Fredrik Wackå posted an entry related to the rise of blog consultancies that are appearing in the marketplace. In "Internal Blogging More In Focus - Blog Consultants Beware", Wackå makes the following statement about the dangers of pushing for the introduction of corporate weblogs.
It's one thing to for example build a personal brand with blogging for an individual. It's an entirely different thing to try to change corporate culture, working methods and so on with blogging as one of many tools. Where a good writer and decent businessman can build a blog consultancy to do the first, it takes strategic organizational and communicative competence to do the other.
I'm going to go out on a limb and agree with him here, although I'm sure everyone in the professional blogging consultancy market will disagree. Fredrik's point here, I think, is that weblogging is not just a technology that's introduced into the information ecology. There are aspects about weblog publishing that are directly related to how one views there place in the company and its culture. The point is well made in a comment left by Agile:
My experience is that corporate employees exhibit risk-averse behaviour in word and deed. In spite of the fact that the upper management will exhort iniative and outspokenness amongst staff. Because middle management will in turn punish such behaviour severely. Everybody knows that. So internal blogging will equally be a very sanitized version of what could and should be said.
Corporate blogs are effective and relevant when they're organically created out of a need to share from the grassroots, and not merely from a mandate chucked down from the C levels. It is, however, important to have the support of higher-ups for a weblogging culture to emerge. His point about lower-level employees avoiding the risk of stirring the waters or inviting criticism sounds acutely attuned to the type of behavior that tends to exist in large corporations. Because of lack of support or fear of reprisal for openness, people may tend to do as little as possible to keep their job and as much as possible to maintain the status quo. If the status quo has not included openly sharing/publishing information, then the shift to blogging will be pretty significant.
I'll reiterate again a point I made in past presentations about the importance of diversity and decentralization in the information ecology. For blogging to be useful, it has to grow out of one's own expressed needs to share. This keeps ownership close to the blogger and makes the probability of sustainability and success greater. I don't think you can effectively incentivize blogging from above. You can create policy to support an open environment for communication. You can create a technology platform to ease people into the tools to publish. But the real incentives to publish what one knows must come from the author. For the blog author to communicate genuinely and directly, they have to be willing and able to do so. This is the tipping point you are looking for. When the culture exists to allow people to feel comfortable to blog, probability exists that blogging may succeed in the company. If a consultant sells you on a technology platform, but fails to discuss users, the ecology of prospective corporate bloggers and their culture, they're selling you snake oil. The only up side to buying into a technology such as weblogging without having these discussions, however, is that you won't have to pay the huge pricetags that we saw with KM packages in the last 5 years.
I'm saying all of this above because I think the emergence of the business blogging industry is very much directed by the writing of those who are keenly attuned to the possibilities afforded to companies by this format. On the buying side, there are many high level management folks within companies that are buying the "blogs will help your company" sales pitches. But consultancies and prospective corporate customers should be aware that in your needs assessment and discovery process, the aspect of culture cannot be overlooked. Otherwise, all we are doing is packaging corporate messages, rather than allowing true conversations (in the spirit of the ClueTrain) to emerge.
Comments
01/26/05 @ 09:05
Something from this post just reminded me of a comment I heard a KM solution vendor offer at a knowledge management round table I attended about 4 years ago. The vendor was a sponsor of the roundtable, so they got to elevator pitch us their product.
Basically, the guy, an executive at the company, tells us all that they have a truly great product that will revolutionize the way we do knowledge management, but that for it to work we have to build incentives into the process. The examples he gave included directly correlating bonuses with participation in the knowledge sharing process.
I have to say that this is one of the worse ideas I've ever heard of and is so focussed on near term goals that while it effectively guarantees participation, it probably also guarantees problems in terms of genuineness of information and sustainability of the process. I liken it to the reward system used on children. If you give people something they want now, they are likely to show you how fast they can perform to get the reward. But over time, their ability to perform for the reward will become more important than the deeper understanding and gratification of the performing the tasks of their job. In the case of knowledge workers, the result may be that these people become automatons, working by rote and pushing innovation aside. All for some immediate monetary reward.
I think this is a tricky proposition. We're talking about possible damages to innovation in a company. It would be better, in many ways, to do nothing than to insert an information sharing process into the organization and mandate it without first undersatnding the needs of employees and getting them to buy into the idea. It's necessary, therefore, to evangelize an important idea such as information sharing, to openly communicate why you believe in it, and to let people respond to you. Then, in my opinion, to be effective in the long term you can only make policies that support openness and lead by example.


Your answer should repeat the listing in full, with no line missing or altered.

=== Section Start ===

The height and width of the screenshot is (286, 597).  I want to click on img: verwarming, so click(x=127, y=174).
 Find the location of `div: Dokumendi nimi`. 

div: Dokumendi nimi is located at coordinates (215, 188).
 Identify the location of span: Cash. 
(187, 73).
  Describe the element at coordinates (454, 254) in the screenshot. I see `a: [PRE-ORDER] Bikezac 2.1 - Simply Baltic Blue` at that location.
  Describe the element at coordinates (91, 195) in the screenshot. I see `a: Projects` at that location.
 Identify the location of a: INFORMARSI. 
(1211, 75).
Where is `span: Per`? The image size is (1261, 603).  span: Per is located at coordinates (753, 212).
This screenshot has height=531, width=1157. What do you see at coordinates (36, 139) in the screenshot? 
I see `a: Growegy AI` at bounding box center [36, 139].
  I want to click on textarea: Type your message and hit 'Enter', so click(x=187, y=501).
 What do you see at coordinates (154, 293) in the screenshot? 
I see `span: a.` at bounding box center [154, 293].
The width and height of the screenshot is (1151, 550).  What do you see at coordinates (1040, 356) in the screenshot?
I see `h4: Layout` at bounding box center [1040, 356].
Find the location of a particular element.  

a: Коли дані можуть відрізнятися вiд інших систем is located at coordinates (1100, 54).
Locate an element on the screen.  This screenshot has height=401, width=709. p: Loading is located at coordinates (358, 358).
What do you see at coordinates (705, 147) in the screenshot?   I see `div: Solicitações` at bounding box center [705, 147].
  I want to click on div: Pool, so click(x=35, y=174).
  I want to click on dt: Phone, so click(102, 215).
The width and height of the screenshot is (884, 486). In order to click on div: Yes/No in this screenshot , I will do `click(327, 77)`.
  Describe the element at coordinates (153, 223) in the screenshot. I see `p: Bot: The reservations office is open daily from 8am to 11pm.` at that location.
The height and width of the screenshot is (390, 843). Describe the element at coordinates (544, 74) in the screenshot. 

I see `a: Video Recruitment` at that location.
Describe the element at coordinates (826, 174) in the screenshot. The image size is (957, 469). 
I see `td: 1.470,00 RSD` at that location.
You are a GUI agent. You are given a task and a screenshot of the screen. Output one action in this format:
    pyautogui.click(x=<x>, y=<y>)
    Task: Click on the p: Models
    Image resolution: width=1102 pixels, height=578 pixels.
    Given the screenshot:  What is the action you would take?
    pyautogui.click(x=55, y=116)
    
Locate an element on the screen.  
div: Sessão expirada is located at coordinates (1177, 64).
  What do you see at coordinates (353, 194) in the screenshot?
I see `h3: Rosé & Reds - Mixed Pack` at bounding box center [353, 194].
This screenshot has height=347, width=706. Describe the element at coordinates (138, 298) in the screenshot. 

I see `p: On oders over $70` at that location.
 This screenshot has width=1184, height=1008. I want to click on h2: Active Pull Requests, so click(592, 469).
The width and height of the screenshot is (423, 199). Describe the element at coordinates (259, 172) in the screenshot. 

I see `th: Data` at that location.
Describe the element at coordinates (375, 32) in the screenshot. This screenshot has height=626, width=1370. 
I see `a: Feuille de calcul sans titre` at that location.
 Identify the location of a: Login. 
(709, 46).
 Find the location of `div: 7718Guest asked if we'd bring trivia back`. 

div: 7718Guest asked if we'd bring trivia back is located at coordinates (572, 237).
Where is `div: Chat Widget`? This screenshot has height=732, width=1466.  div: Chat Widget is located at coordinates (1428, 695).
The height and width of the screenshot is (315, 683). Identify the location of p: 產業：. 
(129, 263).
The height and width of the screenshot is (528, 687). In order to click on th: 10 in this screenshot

=== Section End ===

Solution to the problem:
The height and width of the screenshot is (286, 597).  I want to click on img: verwarming, so click(x=127, y=174).
 Find the location of `div: Dokumendi nimi`. 

div: Dokumendi nimi is located at coordinates (215, 188).
 Identify the location of span: Cash. 
(187, 73).
  Describe the element at coordinates (454, 254) in the screenshot. I see `a: [PRE-ORDER] Bikezac 2.1 - Simply Baltic Blue` at that location.
  Describe the element at coordinates (91, 195) in the screenshot. I see `a: Projects` at that location.
 Identify the location of a: INFORMARSI. 
(1211, 75).
Where is `span: Per`? The image size is (1261, 603).  span: Per is located at coordinates (753, 212).
This screenshot has height=531, width=1157. What do you see at coordinates (36, 139) in the screenshot? 
I see `a: Growegy AI` at bounding box center [36, 139].
  I want to click on textarea: Type your message and hit 'Enter', so click(x=187, y=501).
 What do you see at coordinates (154, 293) in the screenshot? 
I see `span: a.` at bounding box center [154, 293].
The width and height of the screenshot is (1151, 550).  What do you see at coordinates (1040, 356) in the screenshot?
I see `h4: Layout` at bounding box center [1040, 356].
Find the location of a particular element.  

a: Коли дані можуть відрізнятися вiд інших систем is located at coordinates (1100, 54).
Locate an element on the screen.  This screenshot has height=401, width=709. p: Loading is located at coordinates (358, 358).
What do you see at coordinates (705, 147) in the screenshot?   I see `div: Solicitações` at bounding box center [705, 147].
  I want to click on div: Pool, so click(x=35, y=174).
  I want to click on dt: Phone, so click(102, 215).
The width and height of the screenshot is (884, 486). In order to click on div: Yes/No in this screenshot , I will do `click(327, 77)`.
  Describe the element at coordinates (153, 223) in the screenshot. I see `p: Bot: The reservations office is open daily from 8am to 11pm.` at that location.
The height and width of the screenshot is (390, 843). Describe the element at coordinates (544, 74) in the screenshot. 

I see `a: Video Recruitment` at that location.
Describe the element at coordinates (826, 174) in the screenshot. The image size is (957, 469). 
I see `td: 1.470,00 RSD` at that location.
You are a GUI agent. You are given a task and a screenshot of the screen. Output one action in this format:
    pyautogui.click(x=<x>, y=<y>)
    Task: Click on the p: Models
    Image resolution: width=1102 pixels, height=578 pixels.
    Given the screenshot:  What is the action you would take?
    pyautogui.click(x=55, y=116)
    
Locate an element on the screen.  
div: Sessão expirada is located at coordinates (1177, 64).
  What do you see at coordinates (353, 194) in the screenshot?
I see `h3: Rosé & Reds - Mixed Pack` at bounding box center [353, 194].
This screenshot has height=347, width=706. Describe the element at coordinates (138, 298) in the screenshot. 

I see `p: On oders over $70` at that location.
 This screenshot has width=1184, height=1008. I want to click on h2: Active Pull Requests, so click(592, 469).
The width and height of the screenshot is (423, 199). Describe the element at coordinates (259, 172) in the screenshot. 

I see `th: Data` at that location.
Describe the element at coordinates (375, 32) in the screenshot. This screenshot has height=626, width=1370. 
I see `a: Feuille de calcul sans titre` at that location.
 Identify the location of a: Login. 
(709, 46).
 Find the location of `div: 7718Guest asked if we'd bring trivia back`. 

div: 7718Guest asked if we'd bring trivia back is located at coordinates (572, 237).
Where is `div: Chat Widget`? This screenshot has height=732, width=1466.  div: Chat Widget is located at coordinates (1428, 695).
The height and width of the screenshot is (315, 683). Identify the location of p: 產業：. 
(129, 263).
The height and width of the screenshot is (528, 687). In order to click on th: 10 in this screenshot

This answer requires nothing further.